DNA-UK?
This morning, the news media are reporting a startling recommendation by one of the UK’s most senior judges: that the Police National DNA Database (NDNAD) should cover every citizen in the UK, and every person who visits the UK. You can listen to Lord Justice Sedley talking with the Information Commissioner on the BBC’s Today programme here.
Bioinformation can reveal extremely private information about an individual’s family relationships and physical health. As we wrote in our submission to the Nuffield Council of Bioethics consultation on the forensic use of bioinformation, the Open Rights Group opposes the DNA sampling of the entire population, and can see no circumstances under which it should be considered.
However, Lord Justice Sedley’s recommendation does highlight the urgent need to address the regulations governing the NDNAD. Currently, DNA records of innocent people, including thousands of children, are kept indefinitely. There is no clear process for getting your DNA records off the database once you have given them to police, even if you only did so as a witness to a crime. Ethnic minorities and young males are disproportionately represented on the database, which is already the largest of its kind in the world. Lord Justice Sedley is right to call the current state of the NDNAD “indefensible”.
If you want to find out more about the NDNAD, visit Genewatch UK’s excellent information and action page, which has lots of suggestions about how to get your voice heard on this issue, as well as information about how to get your records off the database.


WHAT YOU ARE ASKED TO DO ->
All that is wanted is how many lines in the records below include the string "image".

[Records drawn from a dataset]
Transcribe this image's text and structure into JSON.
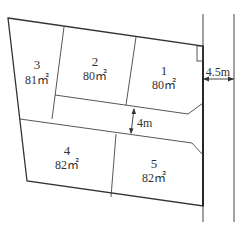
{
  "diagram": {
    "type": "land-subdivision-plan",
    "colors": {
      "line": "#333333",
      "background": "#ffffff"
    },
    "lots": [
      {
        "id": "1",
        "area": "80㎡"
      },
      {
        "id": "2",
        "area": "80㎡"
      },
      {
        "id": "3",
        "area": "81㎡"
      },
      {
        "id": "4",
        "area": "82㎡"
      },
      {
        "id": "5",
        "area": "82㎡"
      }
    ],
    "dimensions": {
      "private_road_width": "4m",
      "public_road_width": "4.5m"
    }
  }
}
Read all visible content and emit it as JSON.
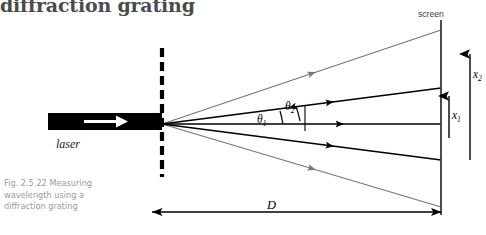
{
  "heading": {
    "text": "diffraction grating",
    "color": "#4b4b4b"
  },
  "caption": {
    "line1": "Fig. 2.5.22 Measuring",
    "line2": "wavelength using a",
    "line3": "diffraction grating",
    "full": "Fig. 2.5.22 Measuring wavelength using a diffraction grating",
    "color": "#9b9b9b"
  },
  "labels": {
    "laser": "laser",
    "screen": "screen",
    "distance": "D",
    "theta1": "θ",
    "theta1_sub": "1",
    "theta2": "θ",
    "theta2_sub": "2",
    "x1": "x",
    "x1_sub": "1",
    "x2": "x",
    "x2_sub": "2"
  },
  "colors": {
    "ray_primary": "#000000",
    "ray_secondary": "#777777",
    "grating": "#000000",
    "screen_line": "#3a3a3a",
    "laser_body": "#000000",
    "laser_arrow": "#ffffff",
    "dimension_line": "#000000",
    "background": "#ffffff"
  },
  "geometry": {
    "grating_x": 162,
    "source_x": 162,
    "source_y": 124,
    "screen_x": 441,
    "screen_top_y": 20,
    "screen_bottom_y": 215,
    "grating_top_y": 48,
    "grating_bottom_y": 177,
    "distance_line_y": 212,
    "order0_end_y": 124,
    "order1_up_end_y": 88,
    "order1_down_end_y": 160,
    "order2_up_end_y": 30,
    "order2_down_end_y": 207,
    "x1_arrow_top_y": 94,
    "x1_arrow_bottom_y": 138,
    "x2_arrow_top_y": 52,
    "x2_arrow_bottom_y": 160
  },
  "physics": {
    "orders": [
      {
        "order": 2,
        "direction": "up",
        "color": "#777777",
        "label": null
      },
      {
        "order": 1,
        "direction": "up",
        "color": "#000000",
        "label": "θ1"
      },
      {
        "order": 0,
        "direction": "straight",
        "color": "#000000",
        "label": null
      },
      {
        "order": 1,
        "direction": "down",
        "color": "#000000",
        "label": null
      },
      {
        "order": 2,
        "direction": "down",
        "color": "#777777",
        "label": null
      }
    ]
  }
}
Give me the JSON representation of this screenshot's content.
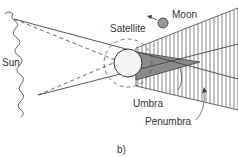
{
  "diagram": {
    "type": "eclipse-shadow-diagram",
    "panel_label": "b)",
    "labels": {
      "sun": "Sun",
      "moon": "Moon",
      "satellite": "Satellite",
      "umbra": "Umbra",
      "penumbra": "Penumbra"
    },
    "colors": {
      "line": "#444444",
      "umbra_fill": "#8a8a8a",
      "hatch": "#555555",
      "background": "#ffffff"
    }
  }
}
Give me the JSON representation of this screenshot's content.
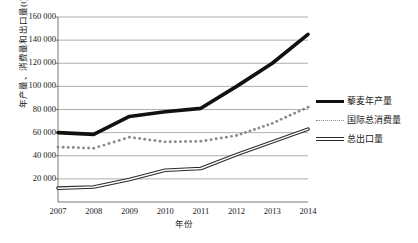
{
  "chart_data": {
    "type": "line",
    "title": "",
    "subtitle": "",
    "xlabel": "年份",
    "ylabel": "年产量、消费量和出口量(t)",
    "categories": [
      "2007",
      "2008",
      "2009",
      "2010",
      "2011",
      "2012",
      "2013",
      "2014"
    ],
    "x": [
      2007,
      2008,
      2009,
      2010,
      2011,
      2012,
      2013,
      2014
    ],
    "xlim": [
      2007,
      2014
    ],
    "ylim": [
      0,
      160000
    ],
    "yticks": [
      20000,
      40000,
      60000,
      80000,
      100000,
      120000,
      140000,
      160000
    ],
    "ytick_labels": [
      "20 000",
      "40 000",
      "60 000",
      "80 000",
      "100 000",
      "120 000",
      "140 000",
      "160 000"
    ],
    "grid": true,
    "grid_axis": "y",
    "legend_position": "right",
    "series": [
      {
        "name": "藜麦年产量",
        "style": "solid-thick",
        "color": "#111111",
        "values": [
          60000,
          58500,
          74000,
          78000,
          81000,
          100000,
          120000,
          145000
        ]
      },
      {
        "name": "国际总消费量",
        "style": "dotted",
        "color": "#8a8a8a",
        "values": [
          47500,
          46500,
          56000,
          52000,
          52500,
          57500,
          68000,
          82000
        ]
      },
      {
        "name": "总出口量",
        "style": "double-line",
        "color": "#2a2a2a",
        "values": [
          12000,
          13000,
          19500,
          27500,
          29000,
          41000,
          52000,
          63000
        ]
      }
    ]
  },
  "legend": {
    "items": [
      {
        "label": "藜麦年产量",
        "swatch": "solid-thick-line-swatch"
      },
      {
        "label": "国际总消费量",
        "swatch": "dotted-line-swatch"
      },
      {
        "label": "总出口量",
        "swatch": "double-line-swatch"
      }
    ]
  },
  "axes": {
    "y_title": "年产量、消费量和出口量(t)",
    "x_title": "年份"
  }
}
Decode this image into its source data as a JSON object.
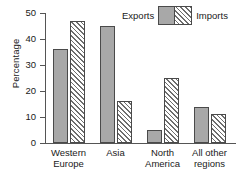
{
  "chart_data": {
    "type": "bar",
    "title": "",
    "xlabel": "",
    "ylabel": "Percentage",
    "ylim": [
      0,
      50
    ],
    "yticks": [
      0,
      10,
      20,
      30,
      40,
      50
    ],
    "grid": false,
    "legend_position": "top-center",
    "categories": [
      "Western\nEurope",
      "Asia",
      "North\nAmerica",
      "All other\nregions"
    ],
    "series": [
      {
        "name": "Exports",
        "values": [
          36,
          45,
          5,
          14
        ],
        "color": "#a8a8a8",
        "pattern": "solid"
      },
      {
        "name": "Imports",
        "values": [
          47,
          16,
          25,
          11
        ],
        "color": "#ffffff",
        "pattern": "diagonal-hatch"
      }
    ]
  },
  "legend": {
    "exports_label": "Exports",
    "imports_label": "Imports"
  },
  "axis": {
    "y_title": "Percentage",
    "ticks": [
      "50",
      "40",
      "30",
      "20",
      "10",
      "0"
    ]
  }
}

SOLUTION FOR THIS EXERCISE ->
2